For compression efficiency, yes — AVIF produces files approximately 50% smaller than JPEG at equivalent visual quality. AVIF also supports HDR, wide color gamut, transparency, and animation. However, JPEG has universal compatibility with every device and application ever made. For web delivery, AVIF is clearly superior. For sharing, printing, and maximum compatibility, JPEG remains the safer choice.

Yes. AVIF is completely royalty-free and open-source. It was developed by the Alliance for Open Media, a consortium including Google, Apple, Microsoft, Mozilla, Netflix, Amazon, and others. Unlike HEIC, which requires patent licenses from MPEG-LA, AVIF can be used by anyone without licensing fees. This is one of the key reasons AVIF has gained rapid adoption across browsers and platforms.
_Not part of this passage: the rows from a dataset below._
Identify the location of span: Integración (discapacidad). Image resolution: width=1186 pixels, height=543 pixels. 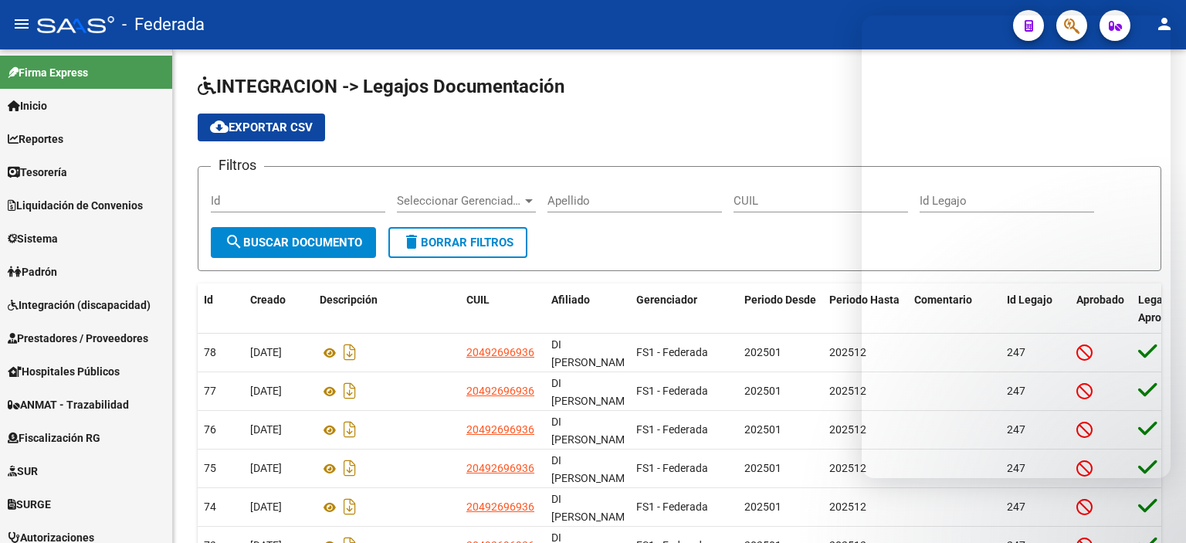
(79, 305).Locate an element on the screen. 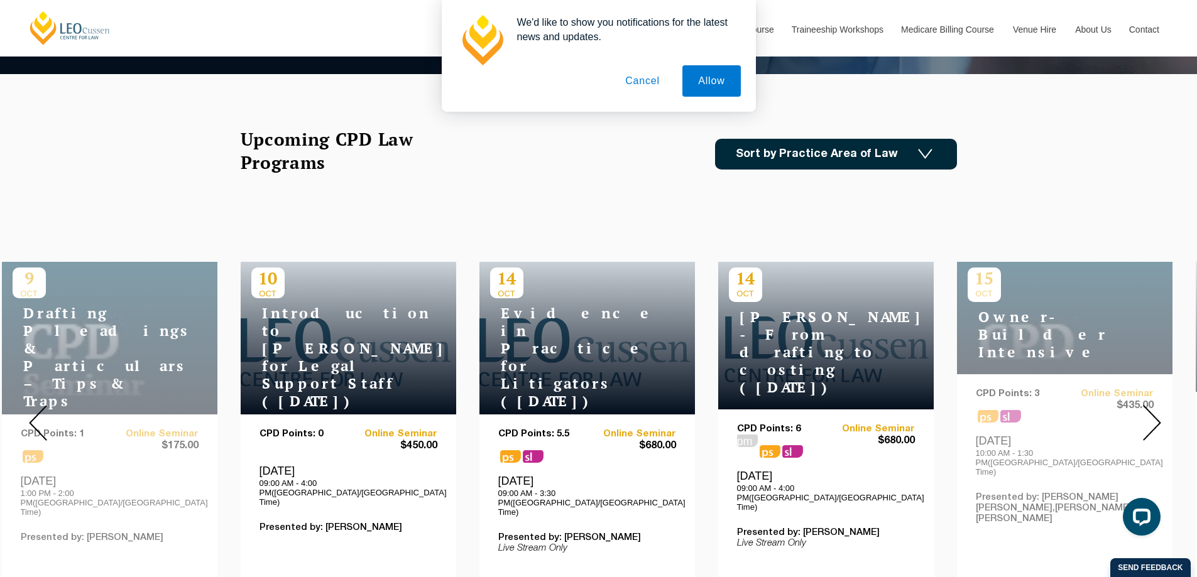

AVIF encoding is slow because the AV1 codec was designed to maximize compression efficiency, not encoding speed. The encoder performs exhaustive analysis of each image region to find the optimal compression strategy, which takes 8–10x longer than JPEG encoding. Hardware AV1 encoders in newer GPUs are closing this gap. For end users, decoding (viewing) AVIF images in the browser is fast.

Yes. As of 2026, approximately 94% of global browsers support AVIF, including Chrome 85+, Firefox 93+, Safari 16+, and Edge 90+. The recommended approach is to use the HTML <picture> element to serve AVIF with a JPEG fallback, ensuring universal compatibility while giving the majority of visitors smaller, faster-loading images.

Both AVIF and HEIC use the HEIF container but different codecs. HEIC uses H.265/HEVC, which requires patent licenses. AVIF uses AV1, which is completely royalty-free. Compression efficiency is comparable, with AVIF having a slight edge. The critical difference is licensing: HEIC's patents limit browser adoption (no Chrome or Firefox support), while AVIF is supported across all major browsers. Apple devices support both.

More AVIF to JPG Guides

AVIF vs WebP: Which Image Format Is Better in 2026?